(this is still a work in progress)
It's a cliche that ideas come with a lightbulb over your head. That actually happened to me on Wednesday. My office has under-cabinet lights which are called "puck lights" (no, it's not a hydrogen filled hockey game). These particular puck lights use something called a halogen JC bulb with a G4 base.
Turns out that my local hardware store does not carry 12v 20w JC G4 bulbs. Radio Shack does, but they're expensive ($4 each). I visited several other retail locations and found them costing as much as $6 each. So I bit the bullet, bought a couple at Radio Shack, and went home to install them.
Is this too much background?
Anyway, I noticed when I searched on the Internet for cheaper sources (and yes, you can get them in reasonable quantities for abour $1.75 online) that the "standard" expected lifespan of one of the JC 12v 20w G4 bulbs is 2000 hours.
Hmmm. I've heard that duration before. I know, it's the "standard work year": 50 weeks of 40 hours each = 2000 hours. Want to know what you get paid an hour? Take your total earnings and divide by 2000. Useful to know in a salary negotiation or when figuring out if buying something is worthwhile (would I pay 12 hours of my time for this thing?).
2000 hours. So on average, if you turned on the puck lights when you were working, and turned them off when you weren't, you should have to replace the bulbs once a work year. More to the point, when your puck light goes out, it's time for you to stop working this year and return to your job in January.
In 1938 the Fair Labor Standards Act formally established the 40 hour work week in America, with overtime to be paid for hours worked past 40. Before the FLSA, there were individual union contracts which specified work weeks (Ford agreed to a 5 day, 40 hour work week in 1926, for example).
I don't know about the rest of you, but in my part of the computer business, the odds that people who have regular jobs only work 2000 hours in a year are not good. In fact, I'd say they're downright lousy.
Today, while Bureau of Labor Statistics information generally shows that service employees work no more than about 42 hours a week, there are many claims that professionals, in particular, are working more....
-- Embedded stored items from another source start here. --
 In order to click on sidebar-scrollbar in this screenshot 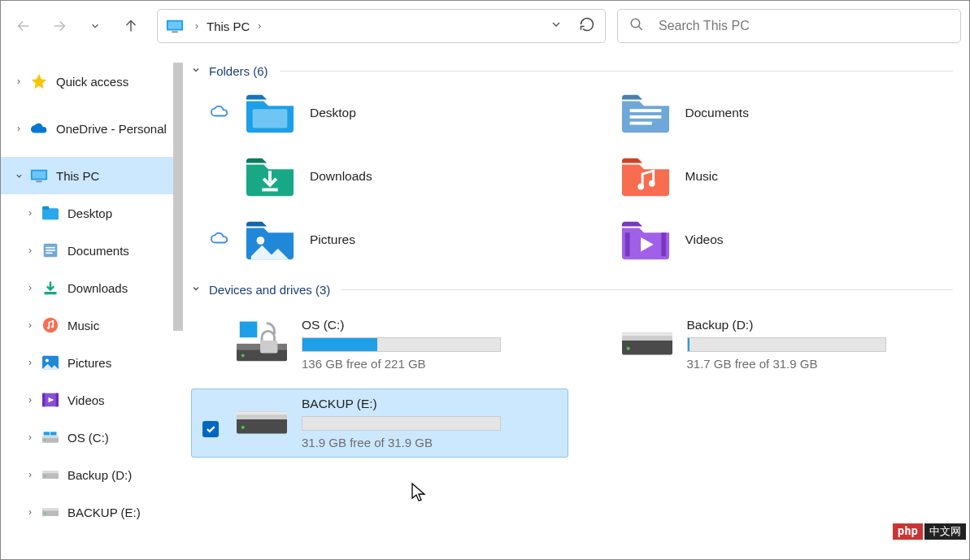, I will do `click(178, 197)`.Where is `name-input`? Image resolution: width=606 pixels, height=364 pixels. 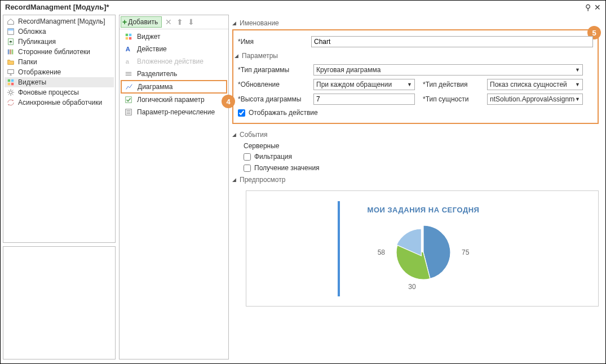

- According to the National Sleep Foundation's 2001 Sleep In America Poll 38% of respondents work more than 50 hours / week (ending that light bulb at 40 weeks, or somewhere around the first week of October).
- The Public Relations Sociey of America membership claims that over 60% work more than 40 hours per week and 89% claim they have worked on vacation.
- An employee survey from Steelcase found "over half" worked more than 40 hours and one-third took work home at least one night per week.
- The same (probably) Steelcase Study says that 73% of workers surveyed work on the weekend.
- a position paper of the ILWU discusses not only longer hours but less pay for the work.
So what's the answer?
Geez, I wish I knew. The history of the labor movement is largely the history of a decreasing work week, and some modern labor theorists now believe that the work week should be further shortened in order to increase the number of available jobs (for every three full-time jobs that require a 40 hour work week, there are four full-time jobs that require a 30 hour work week -- but that assumes that 30 hours can pay a living wage).
As an independent contractor (entrepeneur, if you prefer), I figure on working 1000 hours a year or so. I charge accordingly, and because I'm good at what I do (and have 20 years of experience), I'm worth it. But I don't think there is a market for independent contractor auto assemblers or dock workers or miners. Nor do I think there's a chance in hell of getting competitive professionals like computer programmers to unionize.
But I do know that there's something deeply wrong with a system that takes us from one-earner households in 1950 to 2+ earner households in 2000.